Wannabe Olympian Overwhelmed

During a chance meeting with a television production company I found myself saying "yeah I think I can still run under a minute for 400m." But surely my inherent fitness and speed would carry me through? They bit my hand off. A Radio 1 DJ prepared to work and train for the Olympics alongside her job. I'd try out for the Greek Olympic Team to compete in Athens and search through my ancestry for my right to a Greek passport. Documentary land beckoned. Fledgling BBC3 were hooked.

I have absolutely loved this Olympics. I knew I would. Well to be honest I hoped I would. But the signs weren't good a few months ago. I felt disconnected from the event I'd hoped to compete at eight years ago. Yes it is eight years ago when the Olympics returned to its roots: a pre-euro stricken Greece for the fabulous Games of the XXVIII Olympiad.
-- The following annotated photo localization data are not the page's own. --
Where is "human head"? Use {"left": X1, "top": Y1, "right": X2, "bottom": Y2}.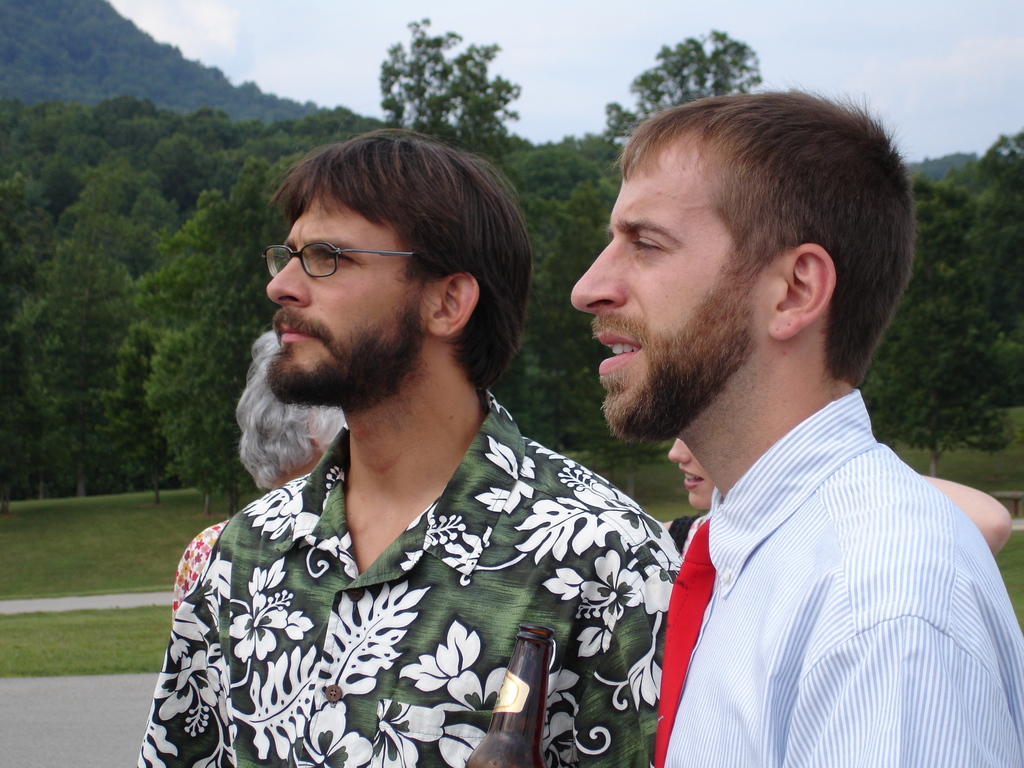
{"left": 231, "top": 328, "right": 353, "bottom": 492}.
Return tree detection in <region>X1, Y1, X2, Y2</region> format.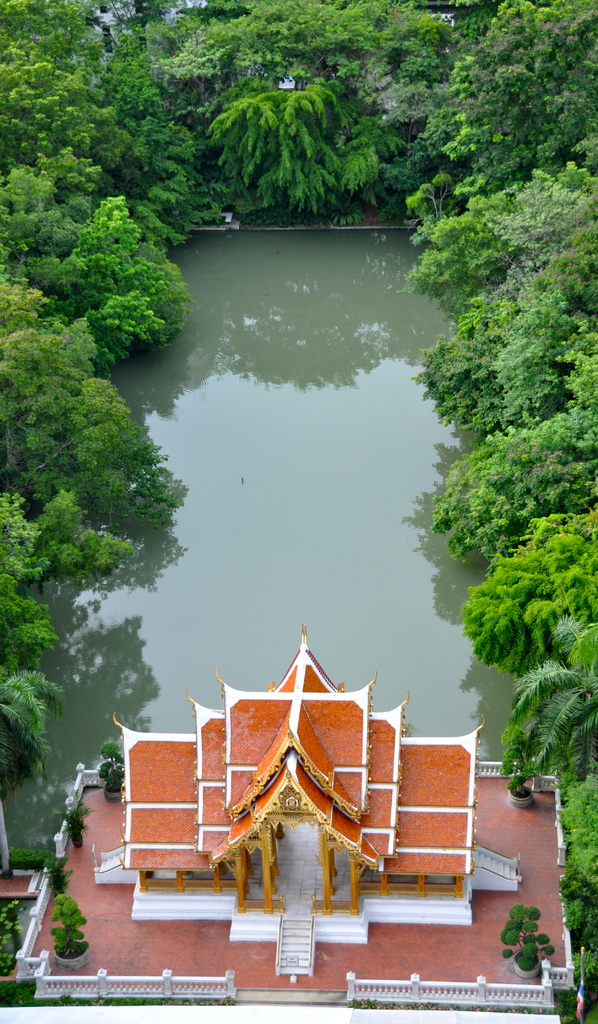
<region>497, 725, 538, 796</region>.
I had dreamed about competing at the Olympics since the spine tingling performances of Carl Lewis, Ed Moses, Seb Coe, Steve Cram and Steve Ovett. When the likes of Merlene Ottey-Paige and the now disgraced Flo Jo had sprinted to medals in the Los Angeles Games the summer of 1984. I was 12, the Olympics loomed large in our house and we won medals. The atmosphere seemed electric. The games were beamed from what appeared like another planet to my front room in Chester. LA seemed a long way away. Our athletes breaking through in middle distances miles and miles from home.

We did well in track and field...my sport. Would I one day emulate the likes of Valerie Brisco Hooks and do the sprint double 200m and 400m? This was before the immense Michael Johnson bounded onto the track 10 years later to dominate those distances. This is when Eastern European countries were never far from the podium on the track. Stopped only by a dominant USA in the shorter distances. 83 gold medals for Team America in LA.

I dreamt big. I trained hard. I loved running. Of course now life, love, work and then children relegate training to the grabbed moment on the edge of a week or weekend. But then I trained whenever I could.

Midway through my twenties an idea came to me. I was a little younger than I am now. Still completely gung-ho about my body and what I thought it was capable of. And what I was prepared to put it through. During a chance meeting with a television production company I found myself saying "yeah I think I can still run under a minute for 400m." It had been a few years. And yes of course I had been a lot younger then. And fitter. And I had just spent the last few years working as a DJ for Radio 1. But surely my inherent fitness and speed would carry me through?

They bit my hand off. A Radio 1 DJ prepared to work and train for the Olympics alongside her job. I'd try out for the Greek Olympic Team to compete in Athens and search through my ancestry for my right to a Greek passport. Documentary land beckoned. Fledgling BBC3 were hooked.

The reality was hard hard work. I set out at the end of 2002 to regain the fitness which I'd shelved for my record bags for weekends DJing round the country. That bit was fairly easy. A run, a weights session, a track session, a swim...I loved to train. This was going to easily fit around my weekend shows on Radio 1. But then the biggest opportunity in my career to date presented itself. The boss of Radio 1 called me into his office and offered me five days a week on BBC Radio 1 with an audience of 3 million. A daily show on Radio 1. It's what radio geeks dreams are made of. Of course I wondered how I might be able to train for the Olympics and work everyday on Radio 1 from 4-7am but, hey, why not give it a go?

And I give it solid go I did. A bloody good, eat-sleep-broadcast-train-sleep-train-eat-sleep go every single day. Every day for a year until Athens. And as the BBC3 documentary My Big Fat Greek Olympic Dream attests I didn't make it. In the end I proved I was Greek enough but not fast or fit enough. And I'm not surprised. Training for the Olympics is a full time job. Was I mad? It's every waking moment every full nights sleep you can get. It's a four year gig. Not something easily fitted into the schedule alongside another full time job and trying to DJ at the weekends.

I look at our athletes in 2012 in awe. I salute every bloody one of them. Medal or not. It takes guts, hard work, determination, overcoming adversity, good luck, a forgiving family and friends, a team of people who support your every move. The marginal gains spoken of by the incredible British Cycling team are key obviously. It takes serious self belief and iron will to get you to an event like the Olympic Games. Even then you might only make it to the start line to have injury blow your dream to pieces.

I know there's been serious emotional outpouring all the way through at Team GB's efforts is year. In a good way. We've needed a collective event to bond over and the occasion of the XXX Olympiad on our doorstep has provided ample distraction from the untoward events in the real world.

I lost count of the number of athletes I saw interviewed during the Games so far who have been apologetic about their performance. Saying sorry to everyone who was expecting a medal from them, sorry to all of us who were expecting them to perform better. No need. Your toil and exploits have lent the summer a hazy glow. A summer when we're lacking things to smile about generally you have entertained a nation and beyond. Regardless of where we end up in the final medal tally, Team GB have triumphed.